▶ **ACTIVITY**:
Copy out and return the lines from the one holding "has width=756, height=544." to the end of the listing below, both included, omitting the pictures.

▶ **DATASET EXCERPTS**:
▬▬▬▬▬▬

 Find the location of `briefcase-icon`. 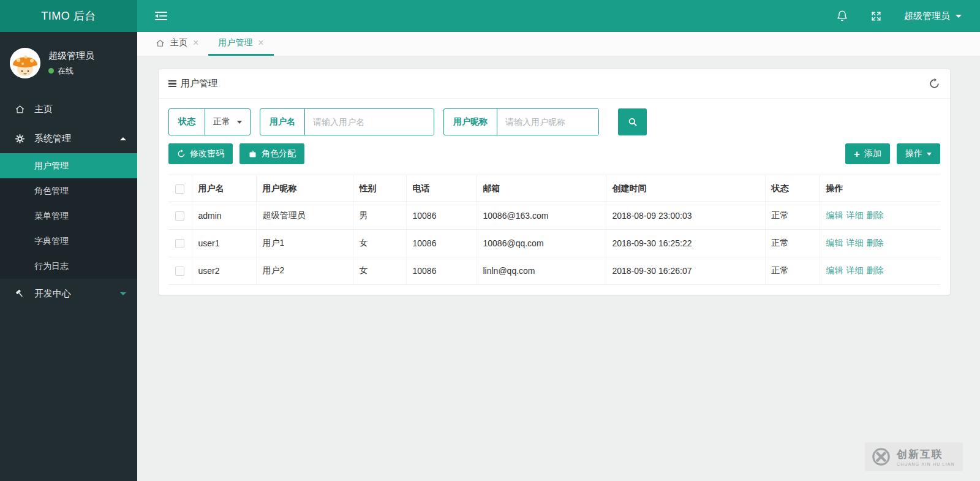

briefcase-icon is located at coordinates (252, 154).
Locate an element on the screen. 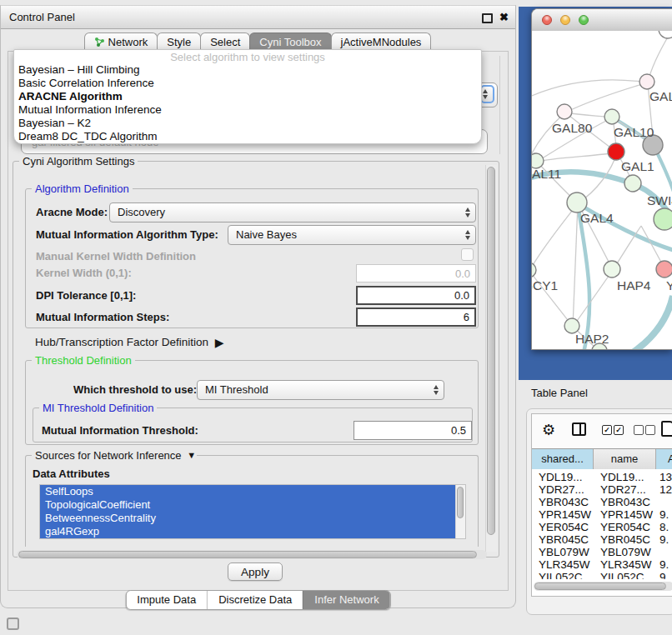  column-header-partial: A is located at coordinates (664, 459).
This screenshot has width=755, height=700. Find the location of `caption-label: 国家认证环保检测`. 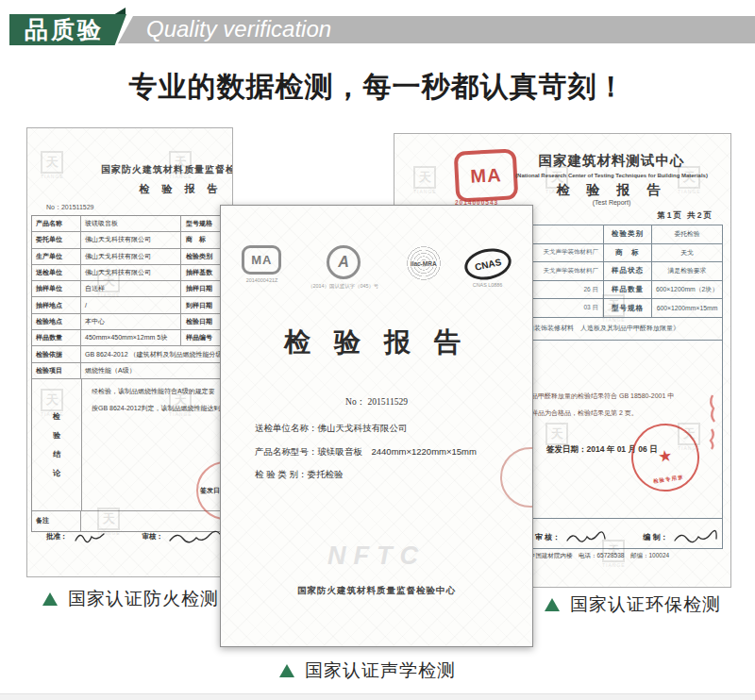

caption-label: 国家认证环保检测 is located at coordinates (646, 605).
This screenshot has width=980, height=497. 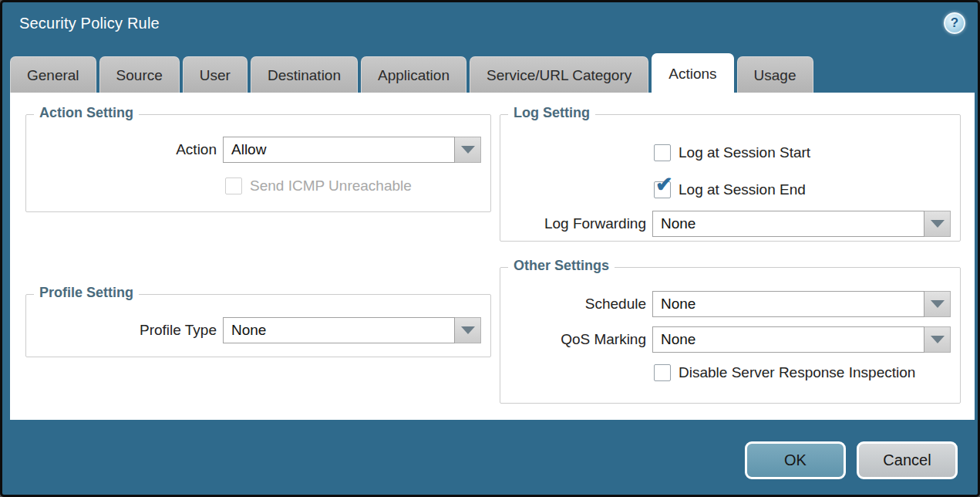 What do you see at coordinates (742, 190) in the screenshot?
I see `log-at-session-end-label: Log at Session End` at bounding box center [742, 190].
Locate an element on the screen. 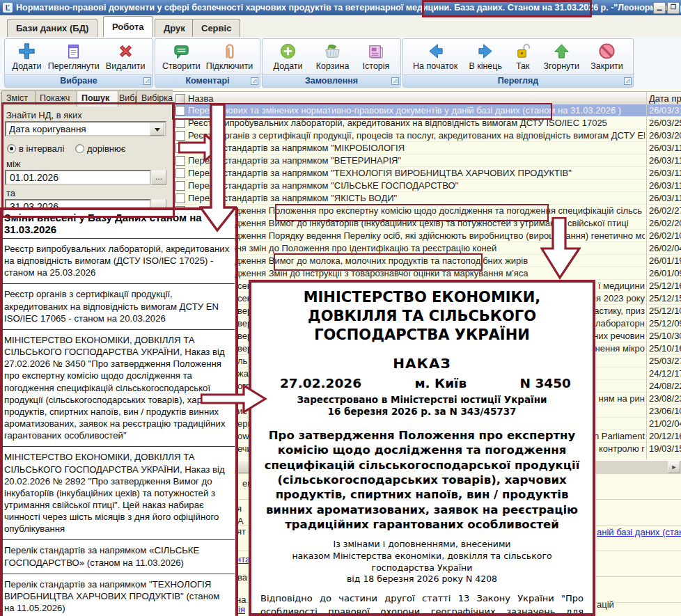  row-title: Перелік стандартів за напрямком "ЯКІСТЬ … is located at coordinates (416, 198).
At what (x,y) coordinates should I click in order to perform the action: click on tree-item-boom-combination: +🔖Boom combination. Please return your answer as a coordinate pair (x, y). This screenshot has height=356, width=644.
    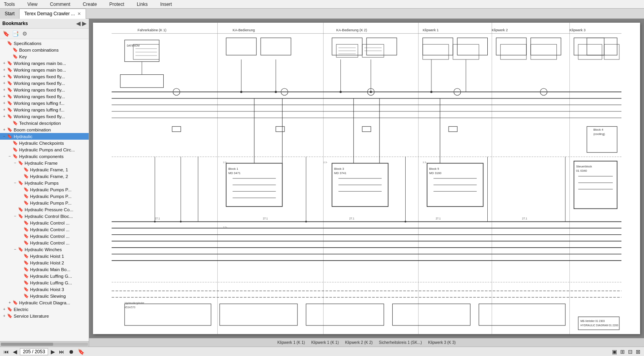
    Looking at the image, I should click on (45, 130).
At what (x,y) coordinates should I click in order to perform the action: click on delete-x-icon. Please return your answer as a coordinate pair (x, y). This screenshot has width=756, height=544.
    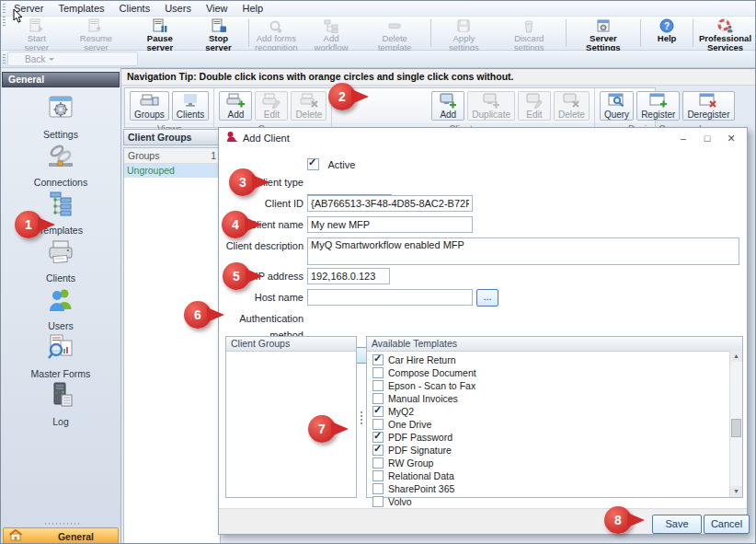
    Looking at the image, I should click on (571, 101).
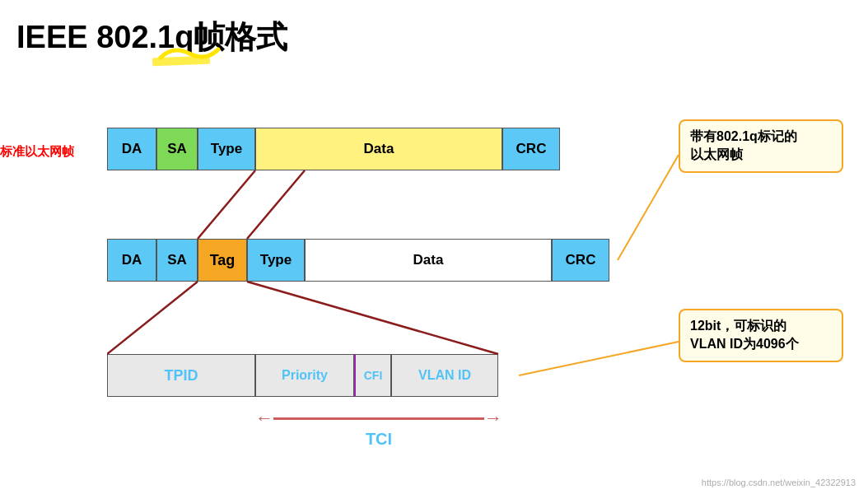 Image resolution: width=868 pixels, height=494 pixels. I want to click on tci-line, so click(379, 418).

▬▬▬▬▬▬

▶ **THE ANSWER**:
At what (x,y) coordinates should I click in order to perform the action: click on delete-x-icon. Please return your answer as a coordinate pair (x, y). This screenshot has width=756, height=544.
    Looking at the image, I should click on (571, 101).
 Image resolution: width=868 pixels, height=494 pixels. I want to click on tci-line, so click(379, 418).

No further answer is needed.